As I understand it, the original Custom Elements concept had a crystalline form: attach a class to a tag-name.

Using the yet-to-be ES6 syntax, it would look something like this:

  class MyElement extends HTMLElement {
    constructor() {
    }
    doStuff() {
    }
  }
  document.registerElement('my-element', MyElement);

Unfortunately, we as yet have neither ES6 nor the ability to extend HTMLElement, so the design got a little bit tricky.

ES5 classes are only a little different than above, so one should be able to do:

  MyElement = function() {};
  MyElement.prototype = Object.create(HTMLElement.prototype);
  MyElement.prototype.doStuff = function() {};
  document.registerElement('my-element', MyElement);

However, we cannot actually construct a MyElement defined this way, which is to say, you cannot produce an element via:

  var broken = new MyElement();

for the same reason that new HTMLElement() throws: we are bumping into the C++ edge of Blink (which is essentially a bug, and common to other implementations, apparently).

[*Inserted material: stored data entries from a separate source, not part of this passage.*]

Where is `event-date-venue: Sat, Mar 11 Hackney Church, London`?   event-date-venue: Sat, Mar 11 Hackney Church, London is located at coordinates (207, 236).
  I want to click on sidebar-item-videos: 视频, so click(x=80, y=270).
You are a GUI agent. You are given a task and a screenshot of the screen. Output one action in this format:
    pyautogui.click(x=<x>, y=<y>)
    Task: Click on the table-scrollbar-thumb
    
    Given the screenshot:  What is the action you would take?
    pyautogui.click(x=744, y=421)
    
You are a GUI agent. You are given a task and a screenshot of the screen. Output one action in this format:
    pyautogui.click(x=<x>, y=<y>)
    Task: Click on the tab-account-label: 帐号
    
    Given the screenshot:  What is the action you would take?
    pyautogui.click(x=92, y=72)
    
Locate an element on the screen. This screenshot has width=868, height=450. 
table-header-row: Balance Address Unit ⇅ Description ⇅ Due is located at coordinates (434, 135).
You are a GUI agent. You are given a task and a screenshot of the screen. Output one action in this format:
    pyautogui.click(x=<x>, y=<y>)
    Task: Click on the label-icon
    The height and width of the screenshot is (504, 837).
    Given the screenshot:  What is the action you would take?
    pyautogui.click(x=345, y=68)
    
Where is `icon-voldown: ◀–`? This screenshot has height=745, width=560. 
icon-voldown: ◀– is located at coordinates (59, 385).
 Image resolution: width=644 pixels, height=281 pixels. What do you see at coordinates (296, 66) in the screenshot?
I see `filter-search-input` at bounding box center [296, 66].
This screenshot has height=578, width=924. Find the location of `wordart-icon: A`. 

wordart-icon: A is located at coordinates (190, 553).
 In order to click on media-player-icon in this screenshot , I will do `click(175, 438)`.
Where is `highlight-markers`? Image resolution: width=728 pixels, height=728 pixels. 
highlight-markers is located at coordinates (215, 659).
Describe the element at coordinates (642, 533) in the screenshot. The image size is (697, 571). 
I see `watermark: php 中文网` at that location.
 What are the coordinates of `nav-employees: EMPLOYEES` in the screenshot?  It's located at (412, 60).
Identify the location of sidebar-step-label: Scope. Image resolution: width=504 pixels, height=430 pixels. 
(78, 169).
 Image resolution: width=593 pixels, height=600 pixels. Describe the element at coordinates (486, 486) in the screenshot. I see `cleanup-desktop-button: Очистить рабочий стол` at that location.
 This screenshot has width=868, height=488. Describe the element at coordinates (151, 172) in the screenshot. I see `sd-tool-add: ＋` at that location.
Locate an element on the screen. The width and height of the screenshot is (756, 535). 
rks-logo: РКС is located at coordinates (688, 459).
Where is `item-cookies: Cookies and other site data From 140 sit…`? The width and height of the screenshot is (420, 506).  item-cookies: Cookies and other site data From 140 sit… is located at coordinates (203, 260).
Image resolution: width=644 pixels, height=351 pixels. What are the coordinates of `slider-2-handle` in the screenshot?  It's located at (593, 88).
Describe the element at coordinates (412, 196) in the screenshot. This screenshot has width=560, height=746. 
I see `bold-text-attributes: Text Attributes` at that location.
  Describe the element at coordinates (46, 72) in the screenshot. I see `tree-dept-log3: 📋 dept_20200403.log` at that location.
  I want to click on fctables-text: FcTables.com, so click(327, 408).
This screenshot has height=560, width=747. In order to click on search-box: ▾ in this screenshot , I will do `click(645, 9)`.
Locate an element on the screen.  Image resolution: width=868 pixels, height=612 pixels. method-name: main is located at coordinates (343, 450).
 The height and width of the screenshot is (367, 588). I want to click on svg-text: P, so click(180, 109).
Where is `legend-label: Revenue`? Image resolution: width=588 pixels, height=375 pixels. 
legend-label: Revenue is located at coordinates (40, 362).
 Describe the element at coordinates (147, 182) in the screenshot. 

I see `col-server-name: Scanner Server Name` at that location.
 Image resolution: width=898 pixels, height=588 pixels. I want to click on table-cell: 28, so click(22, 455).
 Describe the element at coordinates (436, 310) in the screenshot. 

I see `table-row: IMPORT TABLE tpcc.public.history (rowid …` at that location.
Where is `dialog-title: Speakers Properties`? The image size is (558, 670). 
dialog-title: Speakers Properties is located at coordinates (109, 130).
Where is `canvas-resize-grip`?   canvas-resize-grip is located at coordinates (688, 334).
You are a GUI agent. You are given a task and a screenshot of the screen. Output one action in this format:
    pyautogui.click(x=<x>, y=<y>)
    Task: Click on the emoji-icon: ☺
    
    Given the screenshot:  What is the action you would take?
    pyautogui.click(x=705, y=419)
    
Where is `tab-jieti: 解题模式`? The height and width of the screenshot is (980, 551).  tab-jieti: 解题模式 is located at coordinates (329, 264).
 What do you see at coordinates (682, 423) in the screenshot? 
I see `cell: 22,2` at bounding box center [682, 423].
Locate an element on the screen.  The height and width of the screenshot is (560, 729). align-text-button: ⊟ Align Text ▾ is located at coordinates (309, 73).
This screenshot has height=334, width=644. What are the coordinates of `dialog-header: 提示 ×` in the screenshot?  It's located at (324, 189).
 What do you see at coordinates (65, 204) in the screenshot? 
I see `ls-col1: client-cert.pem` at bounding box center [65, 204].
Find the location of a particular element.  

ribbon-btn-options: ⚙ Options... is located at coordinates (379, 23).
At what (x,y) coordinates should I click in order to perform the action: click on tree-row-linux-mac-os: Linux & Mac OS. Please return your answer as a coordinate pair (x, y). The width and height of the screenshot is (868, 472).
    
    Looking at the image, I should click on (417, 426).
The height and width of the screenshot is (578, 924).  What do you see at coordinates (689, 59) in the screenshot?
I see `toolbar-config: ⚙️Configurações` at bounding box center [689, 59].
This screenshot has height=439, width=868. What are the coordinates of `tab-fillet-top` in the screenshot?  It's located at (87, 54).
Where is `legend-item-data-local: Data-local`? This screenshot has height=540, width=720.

Today this problem is avoided by having registerElement return a blessed function which can actually instantiate an element instance. That brings us here:

  MyElement = function() {
    // code here never executes
  }
  MyElement.prototype = Object.create(HTMLElement.prototype);
  MyElement.prototype.createdCallback = function() {}; // like a constructor
  MyElement = document.registerElement('my-element', MyElement);

Someday, the constructor 'bug' will be fixed, and we can just use the author's version of MyElement, but today, the author's MyElement is replaced at the end, and the original MyElement never executes.

Because of potential confusion about // code here never executes, the spec writers defined registerElement to take as an argument (paraphrased) a dictionary containing a property named prototype. This is why you see this official construction:

  MyElementPrototype = Object.create(HTMLElement.prototype);
  MyElementPrototype.createdCallback = function() {}; // like a constructor
  MyElement = document.registerElement('my-element', {
    prototype: MyElementPrototype
  });

Some of us who know all this history sometimes like to use an alternate construction, namely:

  MyElement = function() {};
  MyElement.prototype = Object.create(HTMLElement.prototype);
  MyElement.prototype.createdCallback = MyElement; // constructor switcheroo
  MyElement = document.registerElement('my-element', MyElement);

Generally this matches the original concept more closely and can feel more elegant.